Earned Value Management in Agile

Agile EVM is trivial and easy to use a version of the traditional Earned Value Management method which offer the advantages of traditional Earned Value for the scrum. Agile EVM needs a nominal set of input parameters: the real cost of a project, a projected product excess, a proclamation plan that delivers statistics on the number of reiterations in the statement and the presumed speed.

All estimations can be in hours, team-days, story-points or any other constant evaluation of size. The critical aspect is that it must be an arithmetical estimation of some kind. One of the problems when using EVM in Agile is that you have to compute an upfront quantification of the project range, something that some Agilists might be unwilling to define as they do not want to quantify a scope further than the first sprints in the scrum.

Among the advantages of Agile EVM is the aptitude to use the method on simple Agile projects under a short duration as well as on clambered Agile project. Earned Value and Planned Value calculations for individual groups can be joined for a brief overall depiction of the performance of the program against the strategy. The Agile EVM metrics are articulated the same way that traditional EVM metrics are articulated. So, a roll-up across hybrid programs that is a mix of traditional and Agile teams is also probable.

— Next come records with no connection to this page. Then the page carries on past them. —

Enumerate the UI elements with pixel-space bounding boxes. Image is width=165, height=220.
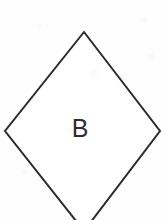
diagram-canvas: B [0, 0, 165, 220]
diamond-label: B [0, 113, 160, 143]
diamond-shape-svg [0, 0, 165, 220]
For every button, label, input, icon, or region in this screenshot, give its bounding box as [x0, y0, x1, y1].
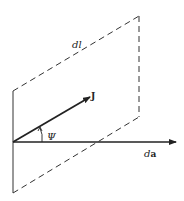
da-label-a: a: [150, 149, 156, 159]
dl-label: dl: [72, 39, 82, 50]
da-label: da: [144, 148, 156, 159]
surface-bottom-edge: [13, 117, 139, 193]
psi-label: Ψ: [47, 131, 57, 142]
j-label: J: [90, 91, 95, 101]
surface-top-edge: [13, 16, 139, 91]
current-density-diagram: dl J Ψ da: [0, 0, 184, 201]
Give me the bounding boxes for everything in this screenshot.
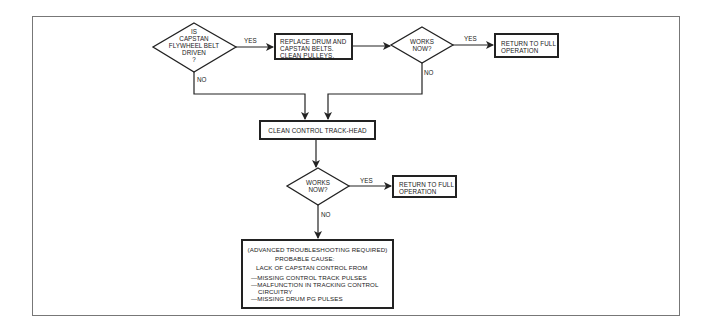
text-line: LACK OF CAPSTAN CONTROL FROM xyxy=(243,264,392,271)
d2-no-label: NO xyxy=(424,69,433,76)
replace-belts-box: REPLACE DRUM AND CAPSTAN BELTS. CLEAN PU… xyxy=(274,33,353,60)
text-line: —MISSING DRUM PG PULSES xyxy=(243,295,392,302)
text-line: (ADVANCED TROUBLESHOOTING REQUIRED) xyxy=(243,246,392,253)
text-line: NOW? xyxy=(397,45,447,52)
text-line: RETURN TO FULL xyxy=(501,40,557,47)
d3-yes-label: YES xyxy=(360,177,373,184)
d2-yes-label: YES xyxy=(464,35,477,42)
text-line: CAPSTAN BELTS. xyxy=(280,45,351,52)
decision-3-text: WORKS NOW? xyxy=(293,179,343,193)
text-line: CLEAN CONTROL TRACK-HEAD xyxy=(261,127,374,134)
decision-1-text: IS CAPSTAN FLYWHEEL BELT DRIVEN ? xyxy=(160,28,228,63)
text-line: WORKS xyxy=(397,38,447,45)
text-line: FLYWHEEL BELT xyxy=(160,42,228,49)
text-line: CIRCUITRY xyxy=(243,288,392,295)
decision-2-text: WORKS NOW? xyxy=(397,38,447,52)
d1-no-label: NO xyxy=(197,76,206,83)
text-line: REPLACE DRUM AND xyxy=(280,38,351,45)
text-line: NOW? xyxy=(293,186,343,193)
text-line: IS xyxy=(160,28,228,35)
text-line: CAPSTAN xyxy=(160,35,228,42)
return-full-operation-box-2: RETURN TO FULL OPERATION xyxy=(392,175,457,198)
text-line: ? xyxy=(160,56,228,63)
clean-track-head-box: CLEAN CONTROL TRACK-HEAD xyxy=(259,120,376,140)
d1-yes-label: YES xyxy=(244,37,257,44)
d3-no-label: NO xyxy=(321,211,330,218)
text-line: —MALFUNCTION IN TRACKING CONTROL xyxy=(243,281,392,288)
advanced-troubleshooting-box: (ADVANCED TROUBLESHOOTING REQUIRED) PROB… xyxy=(241,239,394,309)
text-line: CLEAN PULLEYS. xyxy=(280,52,351,59)
text-line: OPERATION xyxy=(399,188,455,195)
text-line: —MISSING CONTROL TRACK PULSES xyxy=(243,274,392,281)
text-line: DRIVEN xyxy=(160,49,228,56)
text-line: WORKS xyxy=(293,179,343,186)
text-line: RETURN TO FULL xyxy=(399,181,455,188)
text-line: PROBABLE CAUSE: xyxy=(243,255,392,262)
return-full-operation-box-1: RETURN TO FULL OPERATION xyxy=(494,33,559,58)
text-line: OPERATION xyxy=(501,47,557,54)
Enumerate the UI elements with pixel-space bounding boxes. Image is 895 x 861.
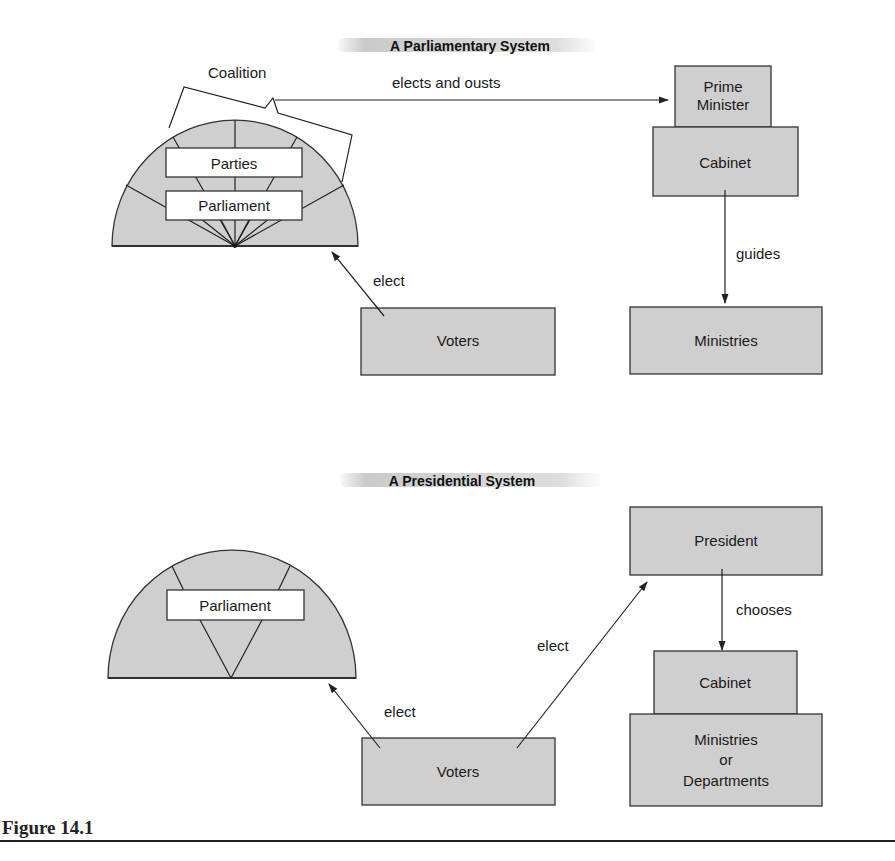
ministries-label: Ministries	[694, 332, 757, 349]
figure-caption: Figure 14.1	[2, 817, 93, 838]
elect-parliament-label: elect	[384, 703, 417, 720]
presidential-title: A Presidential System	[389, 473, 536, 489]
parliament-semicircle	[112, 120, 358, 248]
prime-minister-label-line1: Prime	[703, 78, 742, 95]
parties-label: Parties	[211, 155, 258, 172]
chooses-label: chooses	[736, 601, 792, 618]
diagram-canvas: A Parliamentary System Parties Parliamen…	[0, 0, 895, 861]
coalition-label: Coalition	[208, 64, 266, 81]
voters-elect-president-arrow	[517, 582, 647, 748]
president-label: President	[694, 532, 758, 549]
ministries-label-line1: Ministries	[694, 731, 757, 748]
presidential-system: A Presidential System Parliament Preside…	[108, 473, 822, 806]
voters-elect-parliament-arrow	[329, 684, 380, 748]
parliament-label: Parliament	[199, 597, 272, 614]
parliamentary-system: A Parliamentary System Parties Parliamen…	[112, 38, 822, 375]
parliament-label: Parliament	[198, 197, 271, 214]
parliamentary-title: A Parliamentary System	[390, 38, 550, 54]
cabinet-label: Cabinet	[699, 154, 752, 171]
ministries-label-line2: or	[719, 751, 732, 768]
ministries-label-line3: Departments	[683, 772, 769, 789]
prime-minister-label-line2: Minister	[697, 96, 750, 113]
cabinet-label: Cabinet	[699, 674, 752, 691]
voters-label: Voters	[437, 763, 480, 780]
elect-label: elect	[373, 272, 406, 289]
elects-ousts-label: elects and ousts	[392, 74, 500, 91]
guides-label: guides	[736, 245, 780, 262]
elect-president-label: elect	[537, 637, 570, 654]
voters-label: Voters	[437, 332, 480, 349]
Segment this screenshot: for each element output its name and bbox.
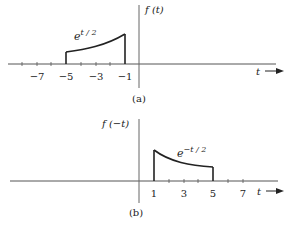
tick-label: 7 bbox=[240, 188, 246, 199]
arrow-right-icon bbox=[266, 188, 284, 194]
panel-a: et / 2 f (t) −7 −5 −3 −1 t (a) bbox=[8, 4, 284, 104]
tick-label: −1 bbox=[118, 71, 133, 82]
tick-label: −5 bbox=[59, 71, 74, 82]
tick-label: −7 bbox=[30, 71, 45, 82]
x-label-a: t bbox=[256, 66, 261, 77]
tick-label: −3 bbox=[89, 71, 104, 82]
tick-label: 3 bbox=[181, 188, 187, 199]
y-label-a: f (t) bbox=[144, 4, 164, 15]
y-label-b: f (−t) bbox=[101, 118, 129, 129]
caption-b: (b) bbox=[129, 207, 143, 218]
tick-label: 1 bbox=[151, 188, 157, 199]
x-label-b: t bbox=[257, 186, 262, 197]
curve-label-a: et / 2 bbox=[74, 28, 97, 43]
arrow-right-icon bbox=[265, 68, 284, 74]
panel-b: e−t / 2 f (−t) 1 3 5 7 t (b) bbox=[10, 118, 284, 218]
caption-a: (a) bbox=[132, 93, 146, 104]
tick-label: 5 bbox=[210, 188, 216, 199]
curve-label-b: e−t / 2 bbox=[177, 145, 206, 160]
time-reversal-figure: et / 2 f (t) −7 −5 −3 −1 t (a) bbox=[0, 0, 296, 227]
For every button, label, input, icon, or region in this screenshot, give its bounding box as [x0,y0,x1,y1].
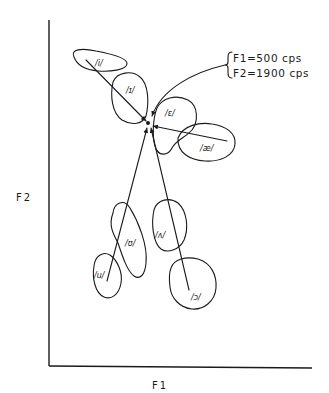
annotation-f1: F1=500 cps [233,52,302,64]
arrow-from-u [107,128,147,281]
annotation-pointer-arrow [152,65,225,116]
x-axis-label: F1 [152,380,168,391]
region-ae [178,123,235,161]
formant-diagram: F2 F1 /i/ /ɪ/ /ɛ/ /æ/ /ʊ/ /u/ /ʌ/ /ɔ/ F1… [0,0,329,393]
arrow-from-ae [153,126,227,141]
vowel-label-eh: /ɛ/ [164,109,176,118]
vowel-label-i: /i/ [94,59,104,68]
region-eh [153,97,196,154]
region-ih [112,73,148,124]
annotation-f2: F2=1900 cps [233,67,309,79]
vowel-label-ih: /ɪ/ [125,86,136,95]
target-point [146,121,150,125]
vowel-label-open-o: /ɔ/ [190,293,202,302]
arrow-from-i [86,60,146,121]
x-axis [49,366,312,368]
vowel-label-u: /u/ [93,271,106,280]
y-axis-label: F2 [16,192,32,203]
annotation-brace [225,52,232,78]
vowel-label-ae: /æ/ [199,144,215,153]
vowel-label-wedge: /ʌ/ [154,231,166,240]
vowel-label-uh-hook: /ʊ/ [124,239,137,248]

Agile methods do not describe how to achieve and trail costs to gauge probable return on investment statistics. Thus, the reiteration burn-down and burn-up plans as used in Scrum do not offer at a glance project cost statistic. Agile metrics neither offer estimations of cost after the proclamation nor cost metrics to funding the corporate when they deliberate making verdict like changing obligations in a proclamation. Agile EVM does offer this information and is hence an exceptional leeway to the information delivered by burndown charts.

Conclusion

This article offers great insights to project managers and other people that use earned value management. With this knowledge, they can understand further, improve, and measure the contemporary level of EVM exercise and its use baseline. Earned value management is applied in project management because it helps to diminish the risk of undertaking projects. EVM is used to respond to the necessity to achieve cost risk. EVM permits primary recognition of project hitches, allows the initial enactment of corrective action to diminish cost risk and allows senior management to look into the impending of the project to resolve whether they need to cut their losses sooner rather than later. An EVM system calculated with a complete understanding of the value of EVM would inevitably answer upper management’s cost and subsidy enquiries and permit project managers to take corrective actions at the initial probable moment.